Featured News 2013 Brazilian Doctor Suspected of up to 300 Murders

Brazilian Doctor Suspected of up to 300 Murders

In a medical malpractice case of epic proportions, Dr. Virginia Soares de Souza from Brazil has been accused of killing patients in her intensive care unit in order to free up beds for new patients to come in. The medical doctor from South America has been accused of killing terminally ill patients before they naturally passed away by injecting them with drugs or tampering with their respirators. Three other doctors, three nurses, and a physiotherapist at Evangelical Hospital have also been accused of co-conspiring with this doctor in her scheme. All of the accused parties were arrested in February and charged with aggravated first degree murder of seven individuals.

So far, the doctor has been formally accused of killing seven patients at the hospital but she may responsible for as many as 300 deaths. In almost all cases the patients were terminally ill, and Dr. De Souza facilitated the murders in order to open up beds for new patients to come to the hospital. The medical team allegedly issued some strong muscle relaxing drugs to some patients and then reduced their oxygen supply. As a result, many of the patients suffocated to death in the hospital with aware nurses and doctors turning a blind eye to their suffering.

Authorities may have never determined Dr. Souza's criminal plan had she not admitted that she was freeing up beds during a telephone conversation. The conversation was wire-tapped by authorities, and when they hear her reveal the reason for the frequent deaths at the hospital, they were floored. In one wiretapped phone conversation, Dr. De Souza told the caller that she wanted to clear up the intensive care unit and didn't like being "the go-between on the springboard to the next life."

Despite the evidence stacked up against Dr. De Souza, her criminal defense lawyer insists that the authorities have misunderstood the goal of an intensive care. The lawyer declares that Dr. De Souza will come out of the trial innocent. Dr. De Souza may be guilty of more than seven cases, and authorities are currently going through the medical records of 1,700 individuals who have died at the hospital in the past seven years since the doctor has been in charge of the intensive care unit. A chief investigator told the New York Daily News that the authorities have already established more than 20 cases which they will bring against the defendant and have about 300 left that they want to comb through and investigate.

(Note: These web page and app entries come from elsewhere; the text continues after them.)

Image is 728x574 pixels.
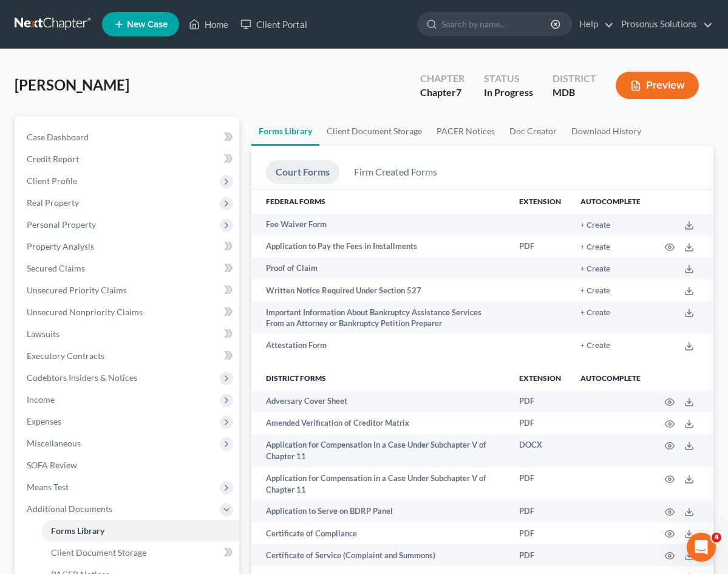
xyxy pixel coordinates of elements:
td: Certificate of Service (Complaint and Summons) [251,544,509,566]
span: Client Document Storage [51,548,146,558]
button: + Create [581,243,611,251]
a: Lawsuits [17,323,240,345]
a: Forms Library [251,117,320,145]
th: Extension [509,366,571,390]
span: Miscellaneous [26,438,81,448]
span: New Case [127,20,168,29]
a: Court Forms [266,160,340,184]
div: District [553,72,597,86]
a: Unsecured Nonpriority Claims [17,301,240,323]
td: PDF [509,412,571,434]
td: Application for Compensation in a Case Under Subchapter V of Chapter 11 [251,434,509,467]
button: + Create [581,265,611,273]
span: Additional Documents [26,503,112,514]
button: Preview [616,72,699,99]
a: Client Document Storage [41,542,240,564]
td: Application to Pay the Fees in Installments [251,236,509,257]
span: Case Dashboard [26,131,89,142]
span: [PERSON_NAME] [15,76,129,93]
th: Autocomplete [571,366,650,390]
a: Client Document Storage [320,117,429,145]
span: 7 [457,86,462,98]
td: Application for Compensation in a Case Under Subchapter V of Chapter 11 [251,467,509,501]
a: Secured Claims [17,257,240,279]
td: PDF [509,467,571,501]
span: SOFA Review [26,460,77,470]
div: Chapter [420,72,464,86]
th: Autocomplete [571,190,650,214]
a: Property Analysis [17,236,240,257]
a: Unsecured Priority Claims [17,279,240,301]
th: Federal Forms [251,190,509,214]
input: Search by name... [442,12,553,35]
span: Executory Contracts [26,351,104,361]
td: DOCX [509,434,571,467]
td: PDF [509,390,571,412]
span: Lawsuits [26,329,60,339]
td: Adversary Cover Sheet [251,390,509,412]
button: + Create [581,342,611,350]
span: Unsecured Nonpriority Claims [26,306,143,317]
span: Forms Library [51,526,104,536]
td: PDF [509,523,571,544]
a: Case Dashboard [17,126,240,149]
span: Unsecured Priority Claims [26,285,127,296]
span: Means Test [26,481,68,492]
td: PDF [509,544,571,566]
span: 4 [712,533,722,542]
td: Application to Serve on BDRP Panel [251,501,509,523]
span: Property Analysis [26,241,94,251]
a: Prosonus Solutions [615,13,713,35]
span: Client Profile [26,176,77,186]
div: In Progress [484,86,534,100]
span: Income [26,394,54,404]
iframe: Intercom live chat [687,533,716,562]
td: Important Information About Bankruptcy Assistance Services From an Attorney or Bankruptcy Petitio... [251,301,509,334]
th: Extension [509,190,571,214]
a: Firm Created Forms [345,160,447,184]
div: Chapter [420,86,464,100]
span: Expenses [26,416,61,426]
a: Help [573,13,614,35]
div: Status [484,72,534,86]
a: Forms Library [41,520,240,542]
a: Credit Report [17,149,240,170]
td: Proof of Claim [251,257,509,279]
td: Amended Verification of Creditor Matrix [251,412,509,434]
td: Certificate of Compliance [251,523,509,544]
span: Personal Property [26,219,96,229]
a: Client Portal [234,13,313,35]
td: Attestation Form [251,334,509,356]
a: Executory Contracts [17,345,240,367]
a: PACER Notices [429,117,502,145]
td: Written Notice Required Under Section 527 [251,279,509,301]
td: Fee Waiver Form [251,214,509,236]
button: + Create [581,310,611,317]
td: PDF [509,501,571,523]
div: MDB [553,86,597,100]
a: Doc Creator [502,117,565,145]
span: Credit Report [26,154,79,164]
div: PDF [520,240,562,252]
a: Download History [565,117,649,145]
a: SOFA Review [17,454,240,476]
button: + Create [581,287,611,296]
span: Secured Claims [26,263,85,273]
button: + Create [581,222,611,229]
span: Codebtors Insiders & Notices [26,373,138,383]
span: Real Property [26,198,79,208]
a: Home [183,13,234,35]
th: District forms [251,366,509,390]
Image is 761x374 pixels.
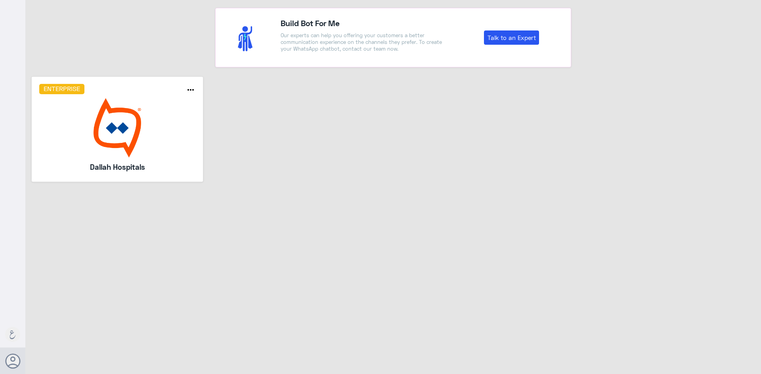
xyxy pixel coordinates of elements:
[281,32,446,52] p: Our experts can help you offering your customers a better communication experience on the channel...
[39,98,196,158] img: bot image
[39,84,85,94] h6: Enterprise
[281,17,446,29] h4: Build Bot For Me
[60,162,174,173] h5: Dallah Hospitals
[5,354,20,369] button: Avatar
[186,85,195,97] button: more_horiz
[484,31,539,45] a: Talk to an Expert
[186,85,195,95] i: more_horiz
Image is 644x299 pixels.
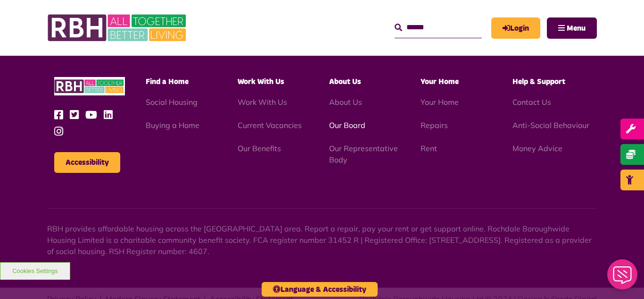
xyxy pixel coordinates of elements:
a: About Us [329,97,362,107]
span: About Us [329,78,361,85]
a: Current Vacancies [238,120,302,130]
a: Work With Us [238,97,287,107]
button: Language & Accessibility [262,282,378,296]
span: Work With Us [238,78,284,85]
a: Our Board [329,120,365,130]
a: Anti-Social Behaviour [513,120,590,130]
a: Rent [421,144,437,153]
a: Contact Us [513,97,551,107]
span: Find a Home [146,78,188,85]
input: Search [394,18,482,38]
a: Buying a Home [146,120,200,130]
span: Menu [567,25,586,32]
a: Money Advice [513,144,563,153]
img: RBH [47,9,188,46]
a: Our Benefits [238,144,281,153]
img: RBH [54,77,125,95]
a: Your Home [421,97,459,107]
span: Your Home [421,78,459,85]
iframe: Netcall Web Assistant for live chat [602,256,644,299]
span: Help & Support [513,78,565,85]
a: Social Housing - open in a new tab [146,97,198,107]
p: RBH provides affordable housing across the [GEOGRAPHIC_DATA] area. Report a repair, pay your rent... [47,223,597,257]
a: MyRBH [492,18,541,38]
button: Accessibility [54,152,120,173]
a: Repairs [421,120,448,130]
a: Our Representative Body [329,144,398,164]
button: Navigation [547,18,597,38]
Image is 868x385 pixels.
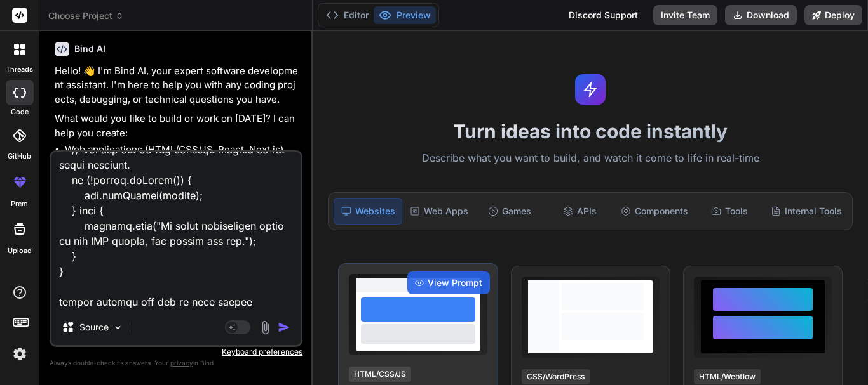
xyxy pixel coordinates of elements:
[320,120,860,143] h1: Turn ideas into code instantly
[320,150,860,167] p: Describe what you want to build, and watch it come to life in real-time
[766,198,847,225] div: Internal Tools
[80,321,109,334] p: Source
[11,107,28,118] label: code
[54,112,300,141] p: What would you like to build or work on [DATE]? I can help you create:
[65,143,300,157] li: Web applications (HTML/CSS/JS, React, Next.js)
[616,198,693,225] div: Components
[74,43,106,55] h6: Bind AI
[8,151,31,162] label: GitHub
[48,9,124,22] span: Choose Project
[405,198,473,225] div: Web Apps
[50,347,302,358] p: Keyboard preferences
[51,152,301,309] textarea: lor iPsu; dol sIta; con adiPiScingeli = sedd; eiu temporiNcididu = utla; etd magNaaliqua = eni Ad...
[653,5,717,25] button: Invite Team
[50,358,302,369] p: Always double-check its answers. Your in Bind
[9,343,31,365] img: settings
[349,367,411,382] div: HTML/CSS/JS
[321,6,373,24] button: Editor
[8,245,32,257] label: Upload
[171,359,193,367] span: privacy
[522,369,590,384] div: CSS/WordPress
[476,198,543,225] div: Games
[333,198,402,225] div: Websites
[373,6,436,24] button: Preview
[54,64,300,107] p: Hello! 👋 I'm Bind AI, your expert software development assistant. I'm here to help you with any c...
[11,199,28,209] label: prem
[805,5,862,25] button: Deploy
[561,5,645,25] div: Discord Support
[427,277,483,290] span: View Prompt
[546,198,613,225] div: APIs
[112,322,123,333] img: Pick Models
[725,5,797,25] button: Download
[278,321,291,334] img: icon
[258,321,272,335] img: attachment
[5,64,33,75] label: threads
[694,369,760,384] div: HTML/Webflow
[696,198,763,225] div: Tools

If it is discovered that Dr. De Souza is guilty of killing up to 300 patients through asphyxia, then this case may qualify as one of the world's most dramatic serial killings. Ti would reveal the famous case of Harold Shipman, the doctor who killed at least 215 patients at his hospital. Most murder cases involved in the De Souza look similar. Patients were given a large dosage of the muscle relaxant called Pancuronium and then had their respirators turned down so that they would slowly lose air and suffocate.

Some patients were conscious the moments before they died. Reports show that there were times that De Souza may have been absent from the hospital but instructed her coworkers to carry out the murders on her behalf. While horrific murder cases like this are not common in medical malpractice, the De Souza case proves that doctors cannot always be trusted. If you have been harmed by a doctor and want to seek compensation because of negligence or purposeful disregard, then you need to discuss your case with a local medical malpractice attorney. You need to keep the hospital or clinic responsible by seeking compensation today!